Monday, November 22, 2010

Life Lesson

He m
aintained a position of ongoing inquiry, his face tilted, eyes laughing while a matching grin pasted to his face. But the man revealed this lofty persona only to a few ... that being his students, and only in their lessons.


In contrast to the playful expression, most times he walked plainly, hands at his side, feet dragging, a vision dull and nondescript, coasting up and down the hallways at school like a ghostly ship lost at sea. He moved now in this sluggish way to a student across the room, at a moment’s notice to animate and project those lively eyes in the boy’s face.

“And how would you define hatred, Master Peters?”

Young Jim Peters looked back in alarm. When the teacher, Professor Stein, used the prefix, “master” to address a student, he meant business.

“Professor, I don’t think it really exists as an actual thing, per se. I think hatred is simply a perception, a word we use to describe when disagreeing with someone...it indicates one’s frustration and disappointment with another person. It's a descriptor existing only in thin air.”

“Is that so?” Professor Stein turned on his heel and walked away. With his back turned to the class, he paused, head bowed, one hand stroking his chin. He turned to face them.

“How many of you agree...that hatred has no real substance and only exists in the mind of the beholder?”

Startled classmates glanced at one another before one scant girl in the front raised her hand.

“It’s...it’s not nice to hate. We wouldn’t want to give it that much importance. It is inconsequential. It is an annoying fault of human character ... meant to be ignored.” The skinny, little blond sat back as though waiting to be pounced upon for her remark.

“I see,” the professor replied, pacing across the room in obvious thought. He turned and walked back front and center again. “And so, you feel that hatred is this flighty, little annoyance that you can swat away like a fly when it bothers you?”

“You make it sound lame,” a fellow in the back stated.

“It’s not like that! Hatred is painful to feel. It eats you up inside,” another quipped.

“Yeah, don’t talk down to us!” one brave soul offered.

Professor Stein glared at his class. “Who has taught you this nonsense?” He asked this slowly and in the slightest of whispers.

The students once again looked perplexed, searching their ranks for answers.

Eyes blazing Professor Stein asked, “If feeling hatred is so hard on the purveyor, then don’t you think the one on whom it is lashed must suffer a million times as much?”

Silence.

He continued. “So, you are surprised to hear that the hatred you feel can cause pain to another. It is not simply all about you and your ‘discomfort.’”

He waited.

“Even just a hateful stare can slice through the heart of another,” Professor Stein continued. “And when your hate is trivialized by you, pushed aside like an unwelcome visitor, it will not stand for that. It eats you up inside, building a voice, getting stronger. It demands that all can see and feel it. It demands recognition.”

The lights in his eyes went out, and that dull professor returned. With a shaky hand, he rolled up his sleeve. He took short, nervous breaths as he did so. Pulling back the cloth, a smudge on his left forearm glared out at the students. Closer observation revealed a triangle with three numbers, 6-6-9, tattooed on the skin. The lines were drawn in scrawny animation, angular and irregular, racing across weathered flesh. The numbers screamed out the horrors of decades past, a time these students could only read about in books.

“I got this in a Nazi concentration camp in 1942. This is what happens when hatred is left unacknowledged and unchecked to run free.”

Like leaves rustling in the wind, a stunned reaction blew up and down the rows of students. The professor didn’t notice. He was a man alone.

“It hurt when they punched the needles into my arm, but even more the tool sliced into my soul and sucked it out. They took it from me.

“I was excrement to them. They reduced me to nothing, no humanity, no soul, a cattle to call, branded like an animal. My dignity, my life, my family, my friends, all gone. They spat on me, and they kicked me, and left me to lie in my own filth.” He turned his back to the class.

“You can’t treat it so lightly. You must learn to acknowledge hatred’s power over you and dig it out -- find the roots and dig it out, to fight it with the only force strong enough to win against it. For God’s sake, counter it with all the love the angels can inspire. 

"For me, this is a daily struggle. I wake up and my first thought is I have another day of hate emerging, kicking and scratching to be set free -- memories haunt me ... memories of them watching me, their eyes burning; but in my next breath, I ask my heart to listen. I offer it love to conquer the hate. Each day my blackened heart tires more of my pacifist ramblings. It shudders and makes room to let a little more love in, a little more of me back ... someday, God willing, I'll be purified and emerge whole again. Would that my enemies would have tried each morning to find love in themselves instead of hate for me.”

He realized he’d said too much, and shaking himself from the nightmare, he walked back to stand behind his desk. He stood tall.

“Class dismissed,” he said. 

A life lesson had been given, from he who lived it.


The task -> This task calls for copying every line of the records that includes the word "Wenig".

Data extracted from a collection ->
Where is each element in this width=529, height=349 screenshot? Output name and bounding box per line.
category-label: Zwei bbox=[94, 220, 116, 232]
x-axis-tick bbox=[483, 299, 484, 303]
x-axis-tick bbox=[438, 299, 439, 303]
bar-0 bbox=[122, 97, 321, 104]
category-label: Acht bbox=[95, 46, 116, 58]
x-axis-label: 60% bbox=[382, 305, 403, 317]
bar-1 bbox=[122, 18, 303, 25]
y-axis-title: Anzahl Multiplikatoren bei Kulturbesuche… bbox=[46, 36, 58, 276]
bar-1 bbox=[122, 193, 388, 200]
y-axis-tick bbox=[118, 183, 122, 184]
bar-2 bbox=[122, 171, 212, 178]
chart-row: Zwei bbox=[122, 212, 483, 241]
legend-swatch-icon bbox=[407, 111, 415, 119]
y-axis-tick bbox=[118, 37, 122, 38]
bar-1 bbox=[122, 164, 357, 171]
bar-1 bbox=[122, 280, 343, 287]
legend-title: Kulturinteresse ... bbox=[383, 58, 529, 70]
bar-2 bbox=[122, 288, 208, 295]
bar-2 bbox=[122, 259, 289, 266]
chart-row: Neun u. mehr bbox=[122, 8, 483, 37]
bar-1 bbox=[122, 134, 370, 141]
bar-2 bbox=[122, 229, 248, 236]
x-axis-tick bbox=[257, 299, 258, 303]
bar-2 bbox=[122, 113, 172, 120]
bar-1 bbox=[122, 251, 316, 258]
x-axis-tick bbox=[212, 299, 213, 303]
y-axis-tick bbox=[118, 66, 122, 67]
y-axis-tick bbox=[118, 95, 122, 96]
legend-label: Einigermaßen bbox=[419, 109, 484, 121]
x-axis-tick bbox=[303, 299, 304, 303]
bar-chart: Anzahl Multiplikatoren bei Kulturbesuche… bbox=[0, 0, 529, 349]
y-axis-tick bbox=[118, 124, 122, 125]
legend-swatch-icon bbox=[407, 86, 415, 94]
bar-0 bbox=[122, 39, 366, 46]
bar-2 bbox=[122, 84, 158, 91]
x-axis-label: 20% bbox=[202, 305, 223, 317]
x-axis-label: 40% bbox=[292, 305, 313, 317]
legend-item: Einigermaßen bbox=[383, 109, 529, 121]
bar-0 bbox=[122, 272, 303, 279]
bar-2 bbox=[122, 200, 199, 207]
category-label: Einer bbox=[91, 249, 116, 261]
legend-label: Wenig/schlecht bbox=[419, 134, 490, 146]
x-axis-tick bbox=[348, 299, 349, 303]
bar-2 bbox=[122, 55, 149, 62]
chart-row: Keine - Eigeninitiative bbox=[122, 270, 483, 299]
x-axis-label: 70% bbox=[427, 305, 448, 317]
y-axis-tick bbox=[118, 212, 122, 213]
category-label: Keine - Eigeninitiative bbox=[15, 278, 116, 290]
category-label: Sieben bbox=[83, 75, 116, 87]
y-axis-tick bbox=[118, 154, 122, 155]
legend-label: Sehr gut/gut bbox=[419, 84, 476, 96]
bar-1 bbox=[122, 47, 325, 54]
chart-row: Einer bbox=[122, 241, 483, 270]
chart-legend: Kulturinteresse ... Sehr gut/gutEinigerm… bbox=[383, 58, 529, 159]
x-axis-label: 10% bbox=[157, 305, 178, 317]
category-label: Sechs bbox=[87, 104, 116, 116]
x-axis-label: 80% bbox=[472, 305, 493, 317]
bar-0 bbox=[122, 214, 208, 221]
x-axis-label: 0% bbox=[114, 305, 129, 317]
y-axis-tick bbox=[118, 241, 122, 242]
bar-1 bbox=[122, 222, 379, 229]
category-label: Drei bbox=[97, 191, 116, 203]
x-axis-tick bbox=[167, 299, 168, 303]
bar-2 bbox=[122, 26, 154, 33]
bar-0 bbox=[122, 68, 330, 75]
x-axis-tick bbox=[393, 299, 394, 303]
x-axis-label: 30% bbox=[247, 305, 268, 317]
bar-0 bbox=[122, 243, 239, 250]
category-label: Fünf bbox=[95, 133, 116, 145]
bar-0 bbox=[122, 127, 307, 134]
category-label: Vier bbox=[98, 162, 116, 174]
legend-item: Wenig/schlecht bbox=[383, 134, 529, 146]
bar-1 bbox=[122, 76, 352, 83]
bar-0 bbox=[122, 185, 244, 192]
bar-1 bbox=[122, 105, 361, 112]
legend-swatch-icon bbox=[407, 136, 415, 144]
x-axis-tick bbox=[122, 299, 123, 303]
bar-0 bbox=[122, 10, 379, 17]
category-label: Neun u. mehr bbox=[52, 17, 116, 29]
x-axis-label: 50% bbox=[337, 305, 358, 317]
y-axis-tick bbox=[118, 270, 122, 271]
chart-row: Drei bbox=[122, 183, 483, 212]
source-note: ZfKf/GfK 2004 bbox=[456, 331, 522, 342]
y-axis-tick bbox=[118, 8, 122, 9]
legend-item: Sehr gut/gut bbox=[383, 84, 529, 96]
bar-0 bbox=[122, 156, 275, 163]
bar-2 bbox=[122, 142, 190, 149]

Answer below ->
legend-label: Wenig/schlecht bbox=[419, 134, 490, 146]
legend-item: Wenig/schlecht bbox=[383, 134, 529, 146]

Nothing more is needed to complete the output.